Anyone who watched Roy Strong being interviewed on the box the other evening would easily understand why he has earned a reputation as a bright, energetic, go-ahead young director of the National Portrait Gallery. Discussing their latest exhibition, The Masque of Beauty, Strong traced the concept of feminine beauty as it has changed through the ages, epitomised by a variety of ladies ranging from Elizabeth I to Vivien Leigh, and eventually (inevitably) to Twiggy, who today, apparently, is the girl everybody (mainly girls) wants to look like. In a voice quivering with concern and on the verge of breaking, Strong wondered and worried aloud, "Where do we go from here?" as though he alone were faced with the enormous responsibility of setting the next trend. Well, gee, I don't know, but I spent a pleasant hour observing where we've been. . Amid the high camp decor almost inviting you to camp out, Strong's pretty things are almost masked in the Masque by blossoming trees, leaves obscuring their faces — near victims of too much skull shrubbery. Making your way through the generous supply of dead leaves strewn over the carpeted floor, and avoiding a twig in the eye, you may wonder whose restraint precluded a bird calling or a brook babbling. Be sure to have a good look at Nelly O'Brien, a very seductive courtesan, even though the catalogue suggests that Sir Joshua Reynolds's portrait is not the loveliest of her pictures. There are photographs as well as paintings, and When your eyes accustom themselves to the grotto lighting, you should enjoy the collection of well-known beauties that includes such diverse fare as Lady Caroline Lamb, Ellen Terry and Princess Alexandra.

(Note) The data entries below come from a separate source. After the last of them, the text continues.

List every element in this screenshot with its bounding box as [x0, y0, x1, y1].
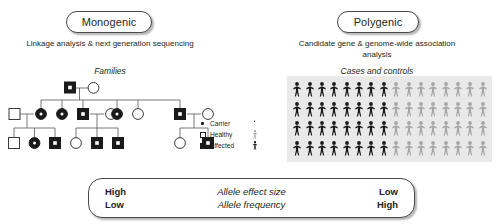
- right-effect-size-value: Low: [377, 185, 398, 198]
- monogenic-subtitle: Linkage analysis & next generation seque…: [20, 38, 200, 49]
- control-person-icon: [465, 141, 475, 156]
- control-person-icon: [465, 102, 475, 117]
- control-person-icon: [404, 141, 414, 156]
- polygenic-subtitle: Candidate gene & genome-wide association…: [287, 38, 467, 60]
- case-person-icon: [366, 102, 376, 117]
- cases-controls-label: Cases and controls: [287, 66, 467, 76]
- allele-effect-size-label: Allele effect size: [89, 185, 414, 198]
- case-person-icon: [329, 141, 339, 156]
- pedigree-gen2: [9, 109, 213, 120]
- legend-row-healthy: Healthy: [197, 129, 259, 140]
- case-person-icon: [317, 141, 327, 156]
- control-person-icon: [453, 82, 463, 97]
- case-person-icon: [292, 121, 302, 136]
- bottom-right-values: Low High: [377, 185, 398, 211]
- control-person-icon: [428, 141, 438, 156]
- case-person-icon: [379, 102, 389, 117]
- case-person-icon: [366, 82, 376, 97]
- control-person-icon: [428, 102, 438, 117]
- case-person-icon: [329, 82, 339, 97]
- affected-person-icon: [250, 141, 259, 150]
- control-person-icon: [478, 102, 488, 117]
- families-label: Families: [40, 66, 180, 76]
- case-person-icon: [342, 141, 352, 156]
- control-person-icon: [465, 82, 475, 97]
- control-person-icon: [453, 102, 463, 117]
- case-person-icon: [354, 141, 364, 156]
- polygenic-header-pill: Polygenic: [337, 11, 419, 33]
- control-person-icon: [478, 82, 488, 97]
- legend-row-carrier: Carrier: [197, 118, 259, 129]
- case-person-icon: [317, 102, 327, 117]
- pedigree-gen1: [65, 82, 99, 93]
- control-person-icon: [391, 102, 401, 117]
- case-person-icon: [354, 121, 364, 136]
- legend-label-carrier: Carrier: [208, 118, 250, 129]
- case-person-icon: [317, 82, 327, 97]
- polygenic-header-label: Polygenic: [354, 16, 403, 28]
- affected-square-icon: [197, 143, 208, 149]
- case-person-icon: [366, 121, 376, 136]
- monogenic-header-label: Monogenic: [82, 16, 137, 28]
- control-person-icon: [416, 102, 426, 117]
- case-person-icon: [292, 82, 302, 97]
- control-person-icon: [416, 121, 426, 136]
- pedigree-gen3: [9, 138, 214, 149]
- control-person-icon: [391, 82, 401, 97]
- case-person-icon: [366, 141, 376, 156]
- case-person-icon: [292, 141, 302, 156]
- control-person-icon: [441, 121, 451, 136]
- case-person-icon: [354, 82, 364, 97]
- control-person-icon: [391, 141, 401, 156]
- case-person-icon: [379, 121, 389, 136]
- control-person-icon: [404, 121, 414, 136]
- case-person-icon: [342, 102, 352, 117]
- case-person-icon: [292, 102, 302, 117]
- case-person-icon: [305, 82, 315, 97]
- right-frequency-value: High: [377, 198, 398, 211]
- bottom-middle-labels: Allele effect size Allele frequency: [89, 185, 414, 211]
- case-person-icon: [317, 121, 327, 136]
- monogenic-header-pill: Monogenic: [66, 11, 152, 33]
- case-person-icon: [354, 102, 364, 117]
- healthy-person-icon: [250, 130, 259, 139]
- control-person-icon: [404, 82, 414, 97]
- control-person-icon: [428, 121, 438, 136]
- healthy-square-icon: [197, 132, 208, 138]
- legend-label-affected: Affected: [208, 140, 250, 151]
- control-person-icon: [404, 102, 414, 117]
- case-person-icon: [379, 141, 389, 156]
- control-person-icon: [478, 121, 488, 136]
- case-person-icon: [342, 121, 352, 136]
- legend-label-healthy: Healthy: [208, 129, 250, 140]
- case-person-icon: [342, 82, 352, 97]
- case-person-icon: [305, 102, 315, 117]
- control-person-icon: [465, 121, 475, 136]
- case-person-icon: [305, 141, 315, 156]
- case-person-icon: [329, 121, 339, 136]
- carrier-person-icon: [250, 120, 259, 128]
- control-person-icon: [428, 82, 438, 97]
- carrier-dot-icon: [197, 122, 208, 125]
- control-person-icon: [391, 121, 401, 136]
- control-person-icon: [478, 141, 488, 156]
- cases-controls-grid: [291, 80, 489, 158]
- allele-comparison-bar: High Low Allele effect size Allele frequ…: [88, 178, 415, 218]
- control-person-icon: [416, 141, 426, 156]
- case-person-icon: [329, 102, 339, 117]
- case-person-icon: [305, 121, 315, 136]
- control-person-icon: [441, 82, 451, 97]
- control-person-icon: [453, 121, 463, 136]
- pedigree-legend: Carrier Healthy Affected: [197, 118, 259, 160]
- control-person-icon: [441, 102, 451, 117]
- control-person-icon: [453, 141, 463, 156]
- case-person-icon: [379, 82, 389, 97]
- control-person-icon: [441, 141, 451, 156]
- control-person-icon: [416, 82, 426, 97]
- allele-frequency-label: Allele frequency: [89, 198, 414, 211]
- legend-row-affected: Affected: [197, 140, 259, 151]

Very clearly lighted, sans foliage, the Armand Hammer Collection at the Diploma Galleries of the Royal Academy should inspire gratitude that there are those who have it in abundance and spend it so wisely — money, that is. This fine mixedbag collection cuts across a number of frontiers. The 103 pictures present a Spacious, uncluttered view of superb old and ' modern ' masters (as far as Picasso) to relish; and a satisfying reflection of the excellent taste of a very civilised man. LThere are Rembrandt, Rubens, Sargent, Eakins, Van Gogh — among a host of familiar names — and a Vuillard oil, Interior, that made me ponder all those films that make the breaking into and removal of treasures from museums seem the easiest things in the world to do.

The Tate need not think twice about my fantasies — Barnett Newman's exhibition leaves me cold. This is a show for the art scholar, the fellow who can emphathise with the struggles of the intellectual battle fought twenty years ago (and won, it would seem, on the evidence of retrospective shows like this) by the abstract expressionists. While acknowledging the debt to pioneers like Newman, viewing his work today I'm bound to confess that the stripes or ' zips ' don't do much for me. Thomas Hess's five-chapter catalogue biography presents an interesting picture of the sociological marriage to the aesthetic forces that produced this body of work, but despite the information that Onement I "is a complex symbol, in the purest sense, of Genesis itself . . . an act of division, a gesture of separation, as God separated light from darkness, with a line drawn in the void," or that in Onement II "the red line divides the red field in an iconogenesiac statement," I can't get all that excited about what I still see only as stripes on large areas of paint.

At the Serpentine Gallery, Su Braden also takes the trouble to explain what she's on about. From a written statement about her concentric-circled floor-painting — which occupies an entire gallery on a floor specially raised eighteen inches for the occasion — we learn that she has been busy constructing and painting a mirrorimage of the ceiling of the room she has been given to play around in: "I shall try to use the Serpentine Gallery in a way which will relate to the place, the time allotted to me (three weeks in summer) and my own position at this time." It is nice that the Arts Council could indulge Miss Braden, but the Sistine floor it isn't.

In the East Gallery Stephen Lobb's Soft Cover hanging jungle made from a variety of soft materials, provides a lot more fun and reveals the sort of imagination that could one day produce another electric light bulb. I hope he hasn't spoiled it since I saw it by making any profound written statements.